South Korea Hones Its Amphibious Assault Capabilities

South Korea launched a major amphibious assault military drill on Wednesday.

According to Yonhap News, the South Korean military launched a major military drill on Wednesday morning incorporating “more than 1,900 marines, 10 ships and craft of the Navy, Army, and Air Force." The objective of the drill was practice readiness and enhance capabilities for beach landings and assaults. South Korea regularly conducts such exercises to deter North Korean threats and provocations.

North Korea carries out similar amphibious landing exercises – a tactic it is expected to employ in any future conflict with South Korea.

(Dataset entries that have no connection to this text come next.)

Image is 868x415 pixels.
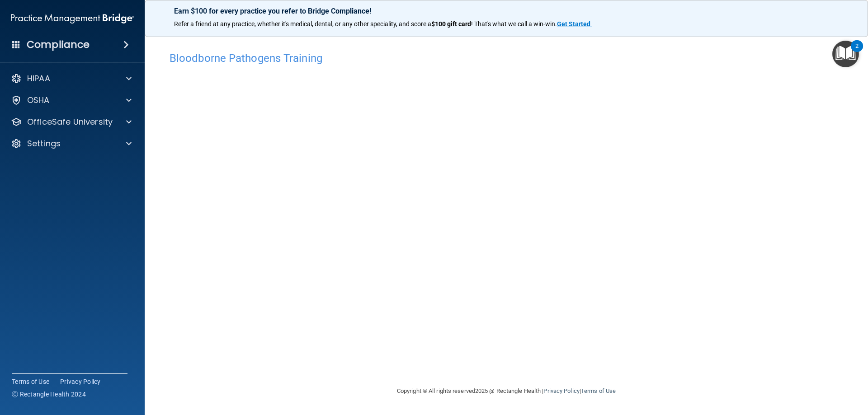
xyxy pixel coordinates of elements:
p: Earn $100 for every practice you refer to Bridge Compliance! [174,7,839,15]
span: Refer a friend at any practice, whether it's medical, dental, or any other speciality, and score a [174,20,432,28]
p: HIPAA [27,73,50,84]
p: OSHA [27,95,50,106]
span: Ⓒ Rectangle Health 2024 [12,390,86,399]
a: OfficeSafe University [11,117,131,127]
p: OfficeSafe University [27,117,112,127]
strong: $100 gift card [432,20,471,28]
button: Open Resource Center, 2 new notifications [833,41,859,68]
a: Privacy Policy [60,378,101,386]
iframe: bbp [170,69,844,347]
a: Get Started [557,20,592,28]
img: PMB logo [11,9,134,28]
a: Settings [11,139,131,149]
a: OSHA [11,95,131,106]
strong: Get Started [557,20,591,28]
a: Privacy Policy [543,388,580,395]
h4: Bloodborne Pathogens Training [170,53,844,64]
span: ! That's what we call a win-win. [471,20,557,28]
p: Settings [27,139,60,149]
a: Terms of Use [581,388,616,395]
div: 2 [856,46,859,58]
div: Copyright © All rights reserved 2025 @ Rectangle Health | | [342,377,672,406]
a: HIPAA [11,73,131,84]
h4: Compliance [27,39,89,51]
a: Terms of Use [12,378,49,386]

North Korea supposedly possesses a sizable hovercraft fleet that it is expected to use in such an operation (even though it was caught doctoring images earlier this year to make its fleet appear larger). Kim Jong-Un has personally taken great interest in amphibious landings, highlighting their potential for use against the United States in Guam or Hawaii, according to North Korean media

The drill is part of South Korea’s series of Hoguk exercises which began last week. The drills are directed at improving South Korea’s inter-service cooperation in the context of responding to a North Korean localized provocation. Though The Diplomat was unable to confirm, it is likely that the drill is also intended to test South Korea’s first indigenously-developed amphibious landing ship, the 4,500-ton class Cheonwangbong. The South Korean Navy plans to add three more such ships by 2018. About 500 American troops are expected to participated in the Hoguk exercise this year. Amphibious beachhead landings are considered to be among the most complex military maneuvers and demand a highly-coordinated effort on the part of the attacking force. 

The exercise comes just ten days after Japan conducted a similar exercise, which is largely suspected to have been aimed at practicing a contingency response to the East China Sea territorial dispute with China over the Senkaku/Diaoyu Islands. Although Japan and South Korea do share a territorial dispute over the Dokdo/Takeshima Islands, neither amphibious landing exercise has been interpreted by analysts to have been directed against those particular islands. Despite their strained relations over historical issues and the island dispute, South Korea and Japan communicate regularly over such matters. The two are also important poles in the United States’ East Asian strategy as crucial allies.

Relations between North Korea and South Korea show no signs of improving, and the Korean peninsula continues to remain East Asia’s most-likely flashpoint. The two states, having never signed a peace treaty after the Korean War in the 1950s, remain technically at war.